The Opportunity of Now: Community Engagement in Plural Pandemics

With Dr. Tania Mitchell

Photo Credit: Nicholas Pfosi via REUTERS

On March 23rd, Dr. Tania Mitchell joined the Duke community to discuss how Covid-19, ensuing health and economic disparities among Black, Latinx, and Native Americans, followed by the murder of George Floyd by police officer Derek Chauvin, have unveiled plural pandemics.

Dr. Mitchell examined these intersections both as an internationally recognized scholar in service-learning and community engagement, and as a member of the South Minneapolis neighborhood where George Floyd was murdered, just three blocks from her home. Mitchell described how George Floyd Square’s transformation from a site of trauma to a space that centered community, healing, and racial justice, informs her perspectives on community engaged work in higher ed. Mitchell’s presentation, part of Duke Service-Learning’s Opportunity of Now series, outlined three reparative community-engagement practices – “Reveal, Respond, Repair” - that aim to disrupt hierarchical frameworks, center hyper-marginalized communities, and support, rather than direct, a community’s vision for itself. Summaries and key quotes from Dr. Mitchell’s presentation are outlined below:

 1. REVEAL

“Our community engagement work should be revealing. It should make clear the systemic injustices at play that marginalize the already marginalized, focus on the policies, practices, conditions, and experiences that shape the everyday realities of poor and people of color.” (Mitchell, 2021)

“One of the taglines to come out of the pandemic is ‘we’re all in this together.’ But it’s important to remember that we’re all not “in it” equally. The impact of oppression on minoritized people is violent, and it is magnified depending on the number of minoritized identities you have – and that informs the contexts you exist in.” (Mitchell, 2021)

“We know that minoritized communities will have a harder time rebounding economically from the pandemic and the structural injustices of racism - from disproportionate rates of homeownership to less reliable medical coverage and access from the everyday fear of police violence to the agonizing burden of grief and grief of losing loved ones. At a time when it feels like the government believes that Black and Brown and Asian people are disposable, we are in the midst of multiple pandemics.” (Mitchell, 2021)

“Community engaged work should find ordinary and creative ways to center those stories so that they are seen and heard and understood in new ways.” (Mitchell, 2021)

 

“George Floyd’s image is everywhere in the city.
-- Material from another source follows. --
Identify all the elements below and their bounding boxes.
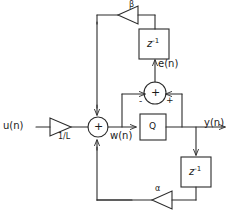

I think there’s a humanizing effect when that happens. We have a sense of knowing who George Floyd is. That’s important. The sense that his life mattered is very real and remains very real because of the ways his image has been memorialized in so many different spaces in our community.” - Dr. Tania Mitchell. Photo Credit: Bebeto Matthews.

 2. RESPOND

“Our work needs to better match the priorities of the community members we purport to serve. And in order to do that, we need to hear what these community members are seeking in order to move closer to their own liberation. What resources and improvements do they see for themselves?” (Mitchell, 2021)

“Too often our actions in the community are dictated by the organizations in place for generations, but with little staff or investment from the community. Work done for or done to, instead of work done with or done by.” (Mitchell, 2021)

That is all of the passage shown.